◆ SUPPLIED RECORDS:

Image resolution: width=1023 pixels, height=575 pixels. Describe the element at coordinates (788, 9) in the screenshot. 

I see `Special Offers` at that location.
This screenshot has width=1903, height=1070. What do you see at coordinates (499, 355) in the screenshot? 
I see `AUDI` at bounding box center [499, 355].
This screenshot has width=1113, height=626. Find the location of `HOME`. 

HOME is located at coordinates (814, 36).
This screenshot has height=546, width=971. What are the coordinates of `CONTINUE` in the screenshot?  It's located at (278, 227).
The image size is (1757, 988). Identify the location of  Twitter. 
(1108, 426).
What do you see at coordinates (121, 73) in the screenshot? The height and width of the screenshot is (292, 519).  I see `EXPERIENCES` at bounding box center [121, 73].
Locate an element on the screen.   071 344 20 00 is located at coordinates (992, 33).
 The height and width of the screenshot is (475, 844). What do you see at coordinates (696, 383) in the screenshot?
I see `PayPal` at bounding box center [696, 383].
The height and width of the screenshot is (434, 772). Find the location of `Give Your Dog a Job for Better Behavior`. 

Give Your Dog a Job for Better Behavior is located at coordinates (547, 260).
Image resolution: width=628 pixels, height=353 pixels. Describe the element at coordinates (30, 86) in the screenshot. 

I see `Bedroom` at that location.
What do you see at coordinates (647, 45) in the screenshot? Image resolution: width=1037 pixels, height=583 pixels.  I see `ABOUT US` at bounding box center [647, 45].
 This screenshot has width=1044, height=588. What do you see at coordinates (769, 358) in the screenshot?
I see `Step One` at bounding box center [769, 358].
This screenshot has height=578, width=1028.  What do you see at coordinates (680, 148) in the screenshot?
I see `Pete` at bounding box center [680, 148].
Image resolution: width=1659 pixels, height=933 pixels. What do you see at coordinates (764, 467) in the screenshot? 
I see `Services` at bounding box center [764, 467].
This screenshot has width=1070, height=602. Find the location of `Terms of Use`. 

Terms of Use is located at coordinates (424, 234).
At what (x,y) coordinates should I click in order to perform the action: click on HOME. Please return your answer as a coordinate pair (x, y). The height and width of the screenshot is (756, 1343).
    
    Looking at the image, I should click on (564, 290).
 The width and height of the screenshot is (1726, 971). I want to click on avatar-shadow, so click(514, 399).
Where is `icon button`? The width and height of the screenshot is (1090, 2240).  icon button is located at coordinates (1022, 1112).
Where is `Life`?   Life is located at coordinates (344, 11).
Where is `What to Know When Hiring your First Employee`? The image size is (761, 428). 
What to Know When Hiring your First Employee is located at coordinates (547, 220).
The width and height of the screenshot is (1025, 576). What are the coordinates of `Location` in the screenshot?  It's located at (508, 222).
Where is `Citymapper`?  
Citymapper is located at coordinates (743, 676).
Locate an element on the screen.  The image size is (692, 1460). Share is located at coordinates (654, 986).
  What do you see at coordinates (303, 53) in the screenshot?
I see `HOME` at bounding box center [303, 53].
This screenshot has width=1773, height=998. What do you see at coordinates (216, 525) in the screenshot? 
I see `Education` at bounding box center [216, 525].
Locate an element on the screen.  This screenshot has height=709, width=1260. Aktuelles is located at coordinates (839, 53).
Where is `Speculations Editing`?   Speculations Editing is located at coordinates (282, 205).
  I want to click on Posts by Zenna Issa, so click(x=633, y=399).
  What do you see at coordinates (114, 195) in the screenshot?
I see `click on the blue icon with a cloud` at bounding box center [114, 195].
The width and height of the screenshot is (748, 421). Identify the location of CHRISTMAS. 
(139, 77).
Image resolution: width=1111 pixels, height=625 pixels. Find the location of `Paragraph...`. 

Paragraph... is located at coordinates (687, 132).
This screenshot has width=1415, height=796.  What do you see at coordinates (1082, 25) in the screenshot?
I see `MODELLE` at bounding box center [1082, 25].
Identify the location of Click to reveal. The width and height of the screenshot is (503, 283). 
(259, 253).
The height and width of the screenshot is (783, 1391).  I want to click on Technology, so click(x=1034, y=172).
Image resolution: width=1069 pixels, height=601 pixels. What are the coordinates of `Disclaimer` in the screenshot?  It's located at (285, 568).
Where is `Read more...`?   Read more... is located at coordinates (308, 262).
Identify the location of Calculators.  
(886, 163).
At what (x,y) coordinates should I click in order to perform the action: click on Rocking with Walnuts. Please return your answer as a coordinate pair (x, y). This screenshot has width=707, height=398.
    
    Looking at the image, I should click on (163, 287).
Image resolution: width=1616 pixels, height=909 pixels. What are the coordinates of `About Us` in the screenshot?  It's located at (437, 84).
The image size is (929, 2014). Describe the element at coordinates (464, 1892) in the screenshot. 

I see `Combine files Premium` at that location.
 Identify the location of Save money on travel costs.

◆ REQUIREMENT: Going line by line, repeat the whole listing exactly.

◆ OUTPUT FOR THIS EXERCISE:
Image resolution: width=1023 pixels, height=575 pixels. Describe the element at coordinates (788, 9) in the screenshot. 

I see `Special Offers` at that location.
This screenshot has width=1903, height=1070. What do you see at coordinates (499, 355) in the screenshot? 
I see `AUDI` at bounding box center [499, 355].
This screenshot has width=1113, height=626. Find the location of `HOME`. 

HOME is located at coordinates (814, 36).
This screenshot has height=546, width=971. What are the coordinates of `CONTINUE` in the screenshot?  It's located at (278, 227).
The image size is (1757, 988). Identify the location of  Twitter. 
(1108, 426).
What do you see at coordinates (121, 73) in the screenshot? The height and width of the screenshot is (292, 519).  I see `EXPERIENCES` at bounding box center [121, 73].
Locate an element on the screen.   071 344 20 00 is located at coordinates (992, 33).
 The height and width of the screenshot is (475, 844). What do you see at coordinates (696, 383) in the screenshot?
I see `PayPal` at bounding box center [696, 383].
The height and width of the screenshot is (434, 772). Find the location of `Give Your Dog a Job for Better Behavior`. 

Give Your Dog a Job for Better Behavior is located at coordinates (547, 260).
Image resolution: width=628 pixels, height=353 pixels. Describe the element at coordinates (30, 86) in the screenshot. 

I see `Bedroom` at that location.
What do you see at coordinates (647, 45) in the screenshot? Image resolution: width=1037 pixels, height=583 pixels.  I see `ABOUT US` at bounding box center [647, 45].
 This screenshot has width=1044, height=588. What do you see at coordinates (769, 358) in the screenshot?
I see `Step One` at bounding box center [769, 358].
This screenshot has height=578, width=1028.  What do you see at coordinates (680, 148) in the screenshot?
I see `Pete` at bounding box center [680, 148].
Image resolution: width=1659 pixels, height=933 pixels. What do you see at coordinates (764, 467) in the screenshot? 
I see `Services` at bounding box center [764, 467].
This screenshot has width=1070, height=602. Find the location of `Terms of Use`. 

Terms of Use is located at coordinates (424, 234).
At what (x,y) coordinates should I click in order to perform the action: click on HOME. Please return your answer as a coordinate pair (x, y). The height and width of the screenshot is (756, 1343).
    
    Looking at the image, I should click on (564, 290).
 The width and height of the screenshot is (1726, 971). I want to click on avatar-shadow, so click(514, 399).
Where is `icon button`? The width and height of the screenshot is (1090, 2240).  icon button is located at coordinates (1022, 1112).
Where is `Life`?   Life is located at coordinates (344, 11).
Where is `What to Know When Hiring your First Employee`? The image size is (761, 428). 
What to Know When Hiring your First Employee is located at coordinates (547, 220).
The width and height of the screenshot is (1025, 576). What are the coordinates of `Location` in the screenshot?  It's located at (508, 222).
Where is `Citymapper`?  
Citymapper is located at coordinates (743, 676).
Locate an element on the screen.  The image size is (692, 1460). Share is located at coordinates (654, 986).
  What do you see at coordinates (303, 53) in the screenshot?
I see `HOME` at bounding box center [303, 53].
This screenshot has width=1773, height=998. What do you see at coordinates (216, 525) in the screenshot? 
I see `Education` at bounding box center [216, 525].
Locate an element on the screen.  This screenshot has height=709, width=1260. Aktuelles is located at coordinates (839, 53).
Where is `Speculations Editing`?   Speculations Editing is located at coordinates (282, 205).
  I want to click on Posts by Zenna Issa, so click(x=633, y=399).
  What do you see at coordinates (114, 195) in the screenshot?
I see `click on the blue icon with a cloud` at bounding box center [114, 195].
The width and height of the screenshot is (748, 421). Identify the location of CHRISTMAS. 
(139, 77).
Image resolution: width=1111 pixels, height=625 pixels. Find the location of `Paragraph...`. 

Paragraph... is located at coordinates (687, 132).
This screenshot has width=1415, height=796.  What do you see at coordinates (1082, 25) in the screenshot?
I see `MODELLE` at bounding box center [1082, 25].
Identify the location of Click to reveal. The width and height of the screenshot is (503, 283). 
(259, 253).
The height and width of the screenshot is (783, 1391).  I want to click on Technology, so click(x=1034, y=172).
Image resolution: width=1069 pixels, height=601 pixels. What are the coordinates of `Disclaimer` in the screenshot?  It's located at (285, 568).
Where is `Read more...`?   Read more... is located at coordinates (308, 262).
Identify the location of Calculators.  
(886, 163).
At what (x,y) coordinates should I click in order to perform the action: click on Rocking with Walnuts. Please return your answer as a coordinate pair (x, y). This screenshot has width=707, height=398.
    
    Looking at the image, I should click on (163, 287).
Image resolution: width=1616 pixels, height=909 pixels. What are the coordinates of `About Us` in the screenshot?  It's located at (437, 84).
The image size is (929, 2014). Describe the element at coordinates (464, 1892) in the screenshot. 

I see `Combine files Premium` at that location.
 Identify the location of Save money on travel costs.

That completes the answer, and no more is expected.